The Lord's message rang out from you not only in Macedonia and Achaia—your faith in God has become known everywhere.

1Thessalonians 1:8
How effective is proclamation evangelism compared with friendship evangelism?
I have no scientific studies, but I would like to quote from a UK evangelist called Korky Davey, who is a big believer in ‘proclamation’ in the streets, in parks and in schools. I recommend his free e-book 'Biblical Patterns of Evangelism'...

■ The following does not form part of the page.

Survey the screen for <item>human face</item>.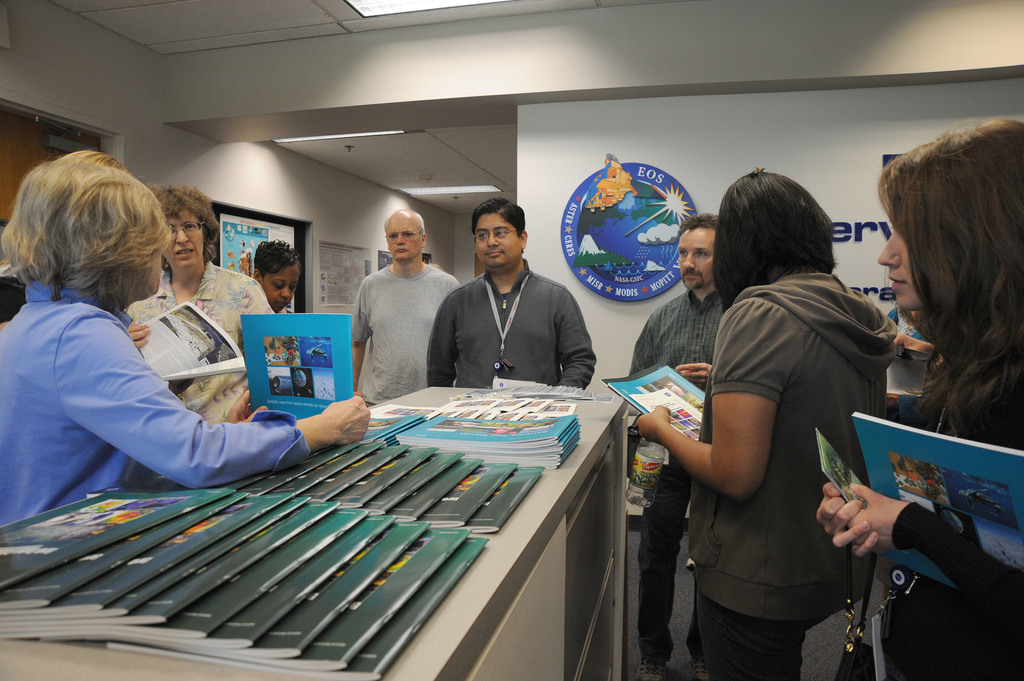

Experience in Spain and Portugal shows that it takes about 15-20 years to establish a fellowship of about 25 people when personal evangelism is the only method employed. Bill Wooten, a missionary in Portugal, told me that his reliance on personal evangelism had meant that building a relationship with a Portuguese family to the point where he could share the Gospel with them took about a year. Most of those he got to know ultimately proved not to be interested in the Gospel. The Operation Mobilisation strategy for Italy was for each of their families to evangelise one Italian family each year. On that basis it would take thousands of years to reach the population - yet for some extraordinary reason many of those involved in missions regard friendship evangelism as the only responsible and effective way to do the job. Many of them seem to be hung up on the idea that one needs to earn the right to speak. Fortunately the Apostles did not suffer from these sort of hang-ups and regarded the preaching of the Gospel as their prime function in every town.

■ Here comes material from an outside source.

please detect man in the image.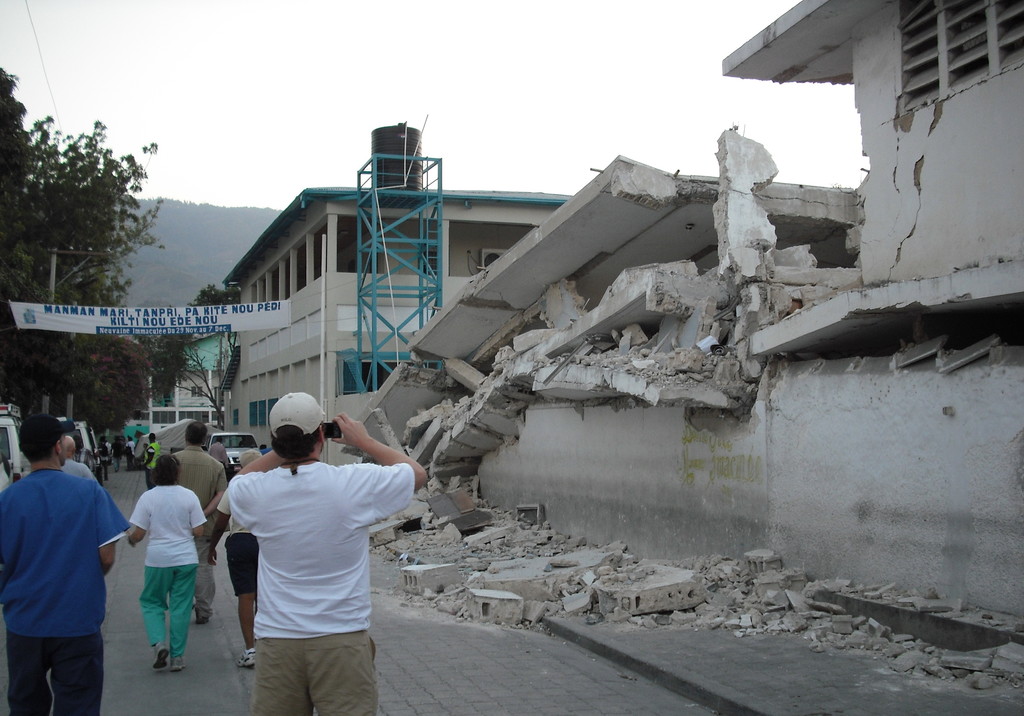
<bbox>0, 406, 129, 715</bbox>.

He says the following about ‘proclamation’ evangelism...
Around about 800 people passed through our training programme over the last thirty years with the result that we have experience first hand in about 17 countries. In Albania, a very unlikely couple have over the last 15 years established 36 new fellowships across the south of the country with 9,000 converts - mainly through mobilising and training local evangelists. The potential is enormous, pretty well everywhere. Various other teams have successfully got similar ministry patterns going on the streets in Europe.
Vienna, Austria - Better than an Alpha Supper!




Aluche, Spain - Better than a Guest Service!


Conclusion. Don’t spend countless hours ‘befriending’ before you say anything. Learn how to proclaim the gospel early. Real friends are 'upfront' with people!!! Be 'upfront' with the Gospel. Like Jesus, the apostles and the most effective Christians throughout the ages.